Paul Goble
Staunton, Feb. 11 – For decades, Russians expressed confidence that their country would never suffer the kind of school violence that Americans have and even adopted the toponym “Columbine,” the site of a 1999 school shooting in the US, that Russians felt was typical of that country but would never happen in their own.
But a spate of school violence, including more than a half dozen cases in the last month alone, and its increasing lethality as students use not just knives but guns, is forcing Russians to recognize that they now have a problem similar to that in the US and to discuss how they can best respond.
Perhaps not surprisingly, Russians are alarmed and are casting about for explanations as why this has happened and what is to be done. Natalya Savitskaya, an observer for Moscow’s Nezavisimaya Gazeta, provides a useful survey of these reactions and these proposals (ng.ru/kartblansh/2026-02-11/3_9435_kb.html).
She says that Russians from the highest to the lowest levels are worried and fear that they are at the start of a trend that may be even worse than the one that has scarred the life of Americans. In 2025, there were 25 armed attacks on schools; this year, if the current trend continues at the same rate, there could be a hundred or more in 2026.

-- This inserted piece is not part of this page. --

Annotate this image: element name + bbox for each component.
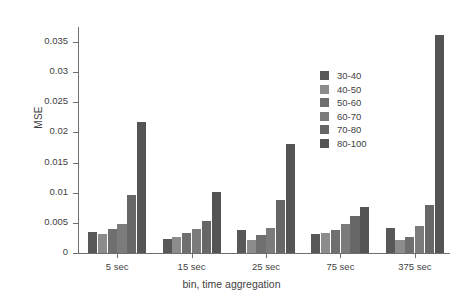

Aleksandr Bortnikov, the director of the FSB, says that clearly “prophylactic work with young people is insufficiently effective” and calls for efforts to improve things to prevent more violence. Other Russians are simply frightened and say they fear that their country’s schools are suffering “a mental epidemic” and blame teachers, pupils, and the country’s broader problems.
Duma Speaker Vyacheslav Volodin asked the readers of his telegram channel whether they support his plan “to defend citizens from the destructive content” on video games, something that he says is particularly affecting young people. Seventy percent of his readers, he says, support such a move.
The Duma is currently considering proposals to deal with the problem of bullying in the schools, something that many observers believe is behind the current uptick in violence. But other Russians place the blame on rising tensions in society as a whole, teachers blame parents, and parents blame teachers for what is happening.
Russian educational experts want more psychologists in the schools. There is currently only one psychologist for every 300 pupils, a number that everyone concedes is too few but that cannot be improved upon because Moscow is spending what money it has on Putin’s war in Ukraine and doesn’t have the funds to address the problems in the schools.
But even if Moscow did more to address this problem, Russian experts say, it might not prevent more outbursts of increasingly lethal violence because the teenage years are among the most difficult of life’s stages when young people are driven by hormones to set themselves apart from their parents, feel isolated and often try things that they wouldn’t later.